Ok, I don't want to get in a fight over this. I'm just bothered every time this happens on an internet forum.
That's why it's never worth getting over a fight with "internet people" and almost all forum software has an Ignore feature builtin.

I don't need anyone to approve of what I read. And I'm 3 chapters into The Accidental Billionaires
 
Ok, I don't want to get in a fight over this. I'm just bothered every time this happens on an internet forum.

My comments was meant to be a joke. People react strongly to Rand: they're either fervent supporters of her ideas or vociferously against her.
 
i love rand's stories for what they are: thinly veiled political pieces with a relatively decent story wrapped around them. the characters are all basically two-dimensional. sure, she's not the best writer, but i still enjoyed the books. read the fountainhead first and enjoyed it more than atlas shrugged, anthem and we the living.

anyways, back on topic...
lost in shangrila - new wwii history of a group of us personnel who crashed in the middle of new guinea and had to hike out
siddhartha
code complete 2 (when i feel like being a nerd)

just finished the art of racing in the rain which was great. well worth it for any dog people out there.
 
siddhartha

The film isn't half bad either. But among the books of Hesse my favorite -- indeed the favorite of many mathematicians -- is "The Glass Bead Game," which won him the Nobel Prize back in '46 (I think). The term "glass bead game" has even percolated down to semi-popular discourse, with one writer calling Hegel's ideas "a vast glass bead game" and Hellegouarch, in his book on Fermat's Last Theorem, referring to the complex of ideas which Wiles and other introduced as a "glass bead game."

"Narcissus and Goldmund" is another enchanting book. Hesse was much influenced by the ideas of Jung.
 
thanks. will have to check those out. i did love the fermat's enigma book or whatever it was called.
 
thanks. will have to check those out. i did love the fermat's enigma book or whatever it was called.

The one by Simon Singh? The one by Hellegouarch ("Invitation to the Mathematics of Fermat-Wiles") is technical and doesn't pull its punches.
 
yes, it would have been singh. read it a number of years ago, if i recall.
 
I recently ordered this on my Kindle on the recommendation of a friend.

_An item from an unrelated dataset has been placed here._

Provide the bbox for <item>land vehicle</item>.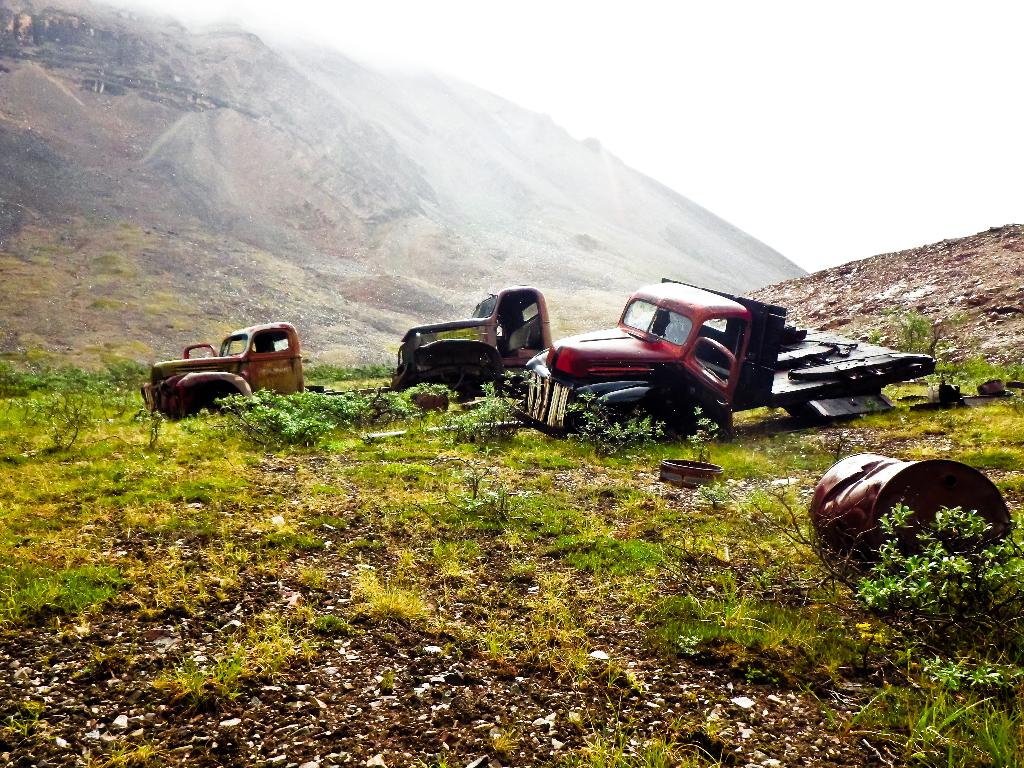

I haven't gotten around to reading it yet.

Good. Gonna order it soon after finishing the current books I'm reading.
 
"Trading in the Zone: Master the Market with Confidence, Discipline and a Winning Attitude" by Mark Douglas ... great read with very applied focus by a respected non-quant real world trader, but probably represents the other side of the coin relative to quantitative finance. However, it does take knowledge of both sides of the coin to know the odds!
 
Thanks. Glad to hear positive suggestions about this book. I'm more confident in ordering it.

I picked it up in Grand Central Station when I was waiting for the train back to CT. You can probably get it a lot cheaper off Amazon and probably in paperback now as well!
 
Has anyone read any of Daniel Kahneman's books? And do you have one you'd recommend as an introduction to his work?
 
Hi.

I have visited quantnet a lot this month mostly to see any recomandations for "best books to read to vanish the gaps". Now I have a quant job and a boss who visits my country (Albania) two weeks per year.
This discussion belongs to the small set of discussions where I can post. So this is my first post.

I get bored reading one book so I read some simultaneously. The starting day of some books that are not finnished was some years ago, but they are in progress. I don't think I read much, maybe 3 hours a week. Sparsely my books are novels. Here is the list of the books "currently" reading:
God, the bible
Darwin, natural selection
Kissinger, the diplomacy
Eco, the search for the perfect language
Defoe, robinson crusoe
Goethe, poems
Derman, my life as a quant
Lowenstein, when genius fail

thank you
it was a pleasure writing this post
tomi

P.S. If I study "Rebonato, volatility and correlation" and "Gatheral, the volatility surface" wiil I be still a newbie?